Originally posted on EEPower.
ZincFive’s new report reveals data center trends in meeting challenges in power density, backup power, scalability, and sustainability.
Energy storage in data centers is entering a significant transition, driven by rising AI adoption and power density requirements. A report from ZincFive, based on feedback from over 130 global data center professionals surveyed in early 2025, reveals just how fast the trends are shifting.
With AI placing greater strain on electrical infrastructure, data centers are under pressure to deliver higher power density, shorten backup runtimes, and adopt scalable yet sustainable energy storage architectures as legacy systems are pushed to their limits.
Power Demands and Battery Chemistry Tradeoffs
AI is making a major impact on power and energy storage, with over half of respondents citing increased energy efficiency and power density in a smaller footprint. Lower-ranked impacts include onsite power generation, GPU-induced load variation support, and the shift to medium-voltage distribution.

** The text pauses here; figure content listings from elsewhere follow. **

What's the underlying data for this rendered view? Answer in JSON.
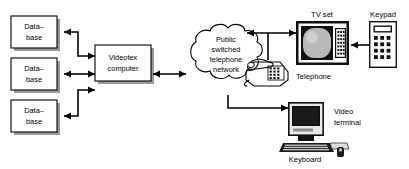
{
  "diagram": {
    "nodes": {
      "database_1": {
        "line1": "Data–",
        "line2": "base"
      },
      "database_2": {
        "line1": "Data–",
        "line2": "base"
      },
      "database_3": {
        "line1": "Data–",
        "line2": "base"
      },
      "videotex": {
        "line1": "Videotex",
        "line2": "computer"
      },
      "cloud": {
        "line1": "Public",
        "line2": "switched",
        "line3": "telephone",
        "line4": "network"
      }
    },
    "devices": {
      "tv_set": "TV set",
      "keypad": "Keypad",
      "telephone": "Telephone",
      "video_terminal_line1": "Video",
      "video_terminal_line2": "terminal",
      "keyboard": "Keyboard",
      "mouse": "mouse-icon"
    },
    "icons": {
      "tv": "tv-set-icon",
      "keypad": "keypad-icon",
      "phone": "telephone-icon",
      "monitor": "crt-monitor-icon",
      "keyboard": "keyboard-icon",
      "mouse": "mouse-icon",
      "cloud": "network-cloud-icon"
    },
    "colors": {
      "stroke": "#000000",
      "fill": "#ffffff",
      "shadow": "#9a9a9a",
      "screen": "#d6d6d6",
      "dark": "#111111"
    },
    "connections": [
      {
        "from": "videotex",
        "to": "database_1",
        "type": "arrow"
      },
      {
        "from": "videotex",
        "to": "database_2",
        "type": "bidirectional"
      },
      {
        "from": "videotex",
        "to": "database_3",
        "type": "arrow"
      },
      {
        "from": "videotex",
        "to": "cloud",
        "type": "bidirectional"
      },
      {
        "from": "cloud",
        "to": "tv_set",
        "type": "bidirectional"
      },
      {
        "from": "keypad",
        "to": "tv_set",
        "type": "arrow"
      },
      {
        "from": "cloud",
        "to": "video_terminal",
        "type": "arrow"
      }
    ]
  }
}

About 96% of ZincFive’s survey respondents foresaw a push toward customized data center power architecture, suggesting that off-the-shelf designs can no longer keep pace with AI’s demands.
In assessing energy storage solutions, data centers said they were most concerned with lifetime costs (both capital and operating expenses), followed by battery safety, sustainability, and regulatory approval. Lead time and UPS footprint ranked lower overall but were still marked as top or high-priority by two-thirds of respondents.